Health information specific to children was also important. For example, children under six are especially vulnerable to lead’s negative effects, because the blood-brain barrier of the neurological system is still developing. Children absorb more lead in proportion to their weight than do adults- 50% as compared to 10%-20% for adults. The governor’s report also indicated that 49.2% of children ages six months to five years living in the Flint metropolitan area already have elevated blood lead levels.

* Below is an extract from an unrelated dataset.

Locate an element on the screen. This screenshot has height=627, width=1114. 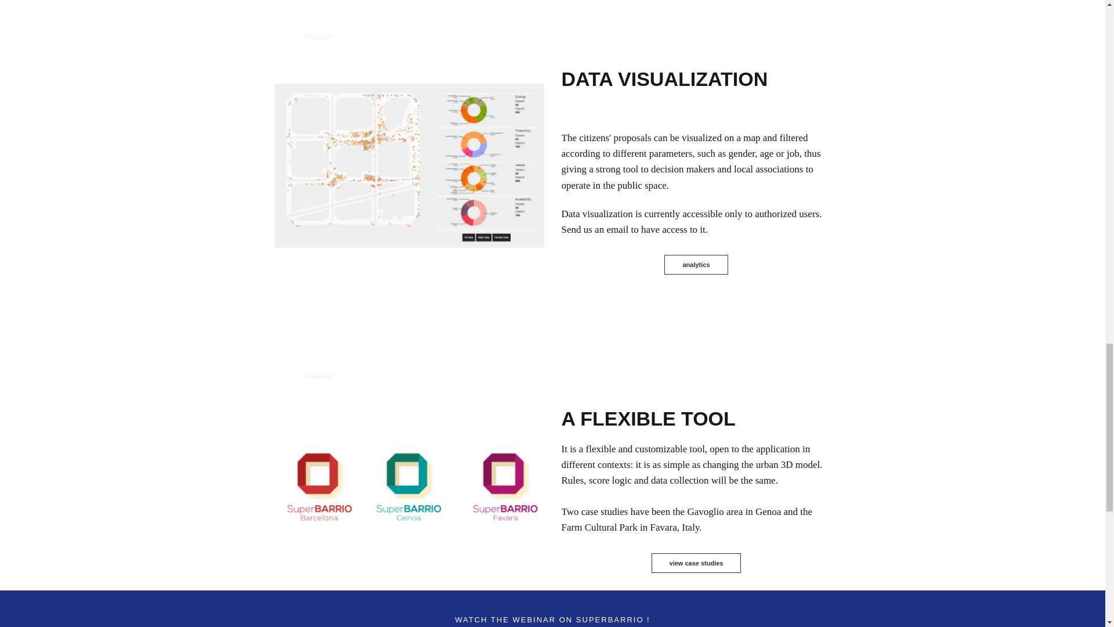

Similarly, health information specific to race/ethnicity and poverty is important, since it has been widely reported that race/ethnicity is the only variable that significantly predicts blood lead levels in all age-specific models. A much higher percentage of African-American (22.5%) than white (8.1%) children living in cities similar in size to Flint (i.e., central cities with a population less than one million) have blood lead levels exceeding 10 pg./dl. Additionally, the poverty rate for African-American children ages five and under living within one mile of the proposed incinerator was 77.2%. This is the population most at risk from lead poisoning: the Michigan Environmental Science Board Lead Panel concludes that lower socio-economic urban preschool children (less than six years old) living in older (pre-1980’s) homes are the most vulnerable to lead exposure.
Finally, other essential information included the cumulative risk of adding another polluting site. Flint has numerous unregulated junk yards that burn trash and tires, bulk storage gas tanks, an asphalt company and cement factory that contribute to noise and air pollution, and a fenced-off holding pond containing sludge and other liquid waste northwest of the industrial park that may have negative effects on the local ground water. The Flint River, considered the second most polluted river in Michigan, runs close to the area, so the water table is relatively high, and two streams run through the park near the river passing close to residential sites.
Presentation of this evidence at trial (before the defense had even put on its own case) alone prompted the state court judge to push the parties into settlement discussions. Thus, collection of data is one of the most critical tasks any community group or lawyer can undertake when trying to keep a new source of pollution out of a neighborhood.
Prospects for the Future
Unfortunately, data of this type often are inaccessible to communities at the critical early stages because many community organizations lack access to computers, public health professionals, risk assessment analysts, etc., and because these groups are not familiar with the types of data that can be useful and important. Thus, one key challenge facing those working in the Environmental Justice Movement is how to improve community access to information.
A second challenge is how to link the various environmental struggles occurring in communities throughout the country. Almost every instance of struggle involves common questions, the most fundamental of which is how to address the growing conflict between corporate self-interest and the good of the people. Debating this question provides an opportunity to develop powerful responses to the ascendancy of the Right and the new wave of deregulation of finance capital and manufacturing industries. Facing this question is one of the most important steps that can be taken in the environmental movement, and one which can make the environmental movement the leading edge for policies that place people over profits.
Kary L. Moss is Executive Director of the Maurice and Jane Sugar Law Center for Economic and Social Justice, a project of the National Lawyers Guild.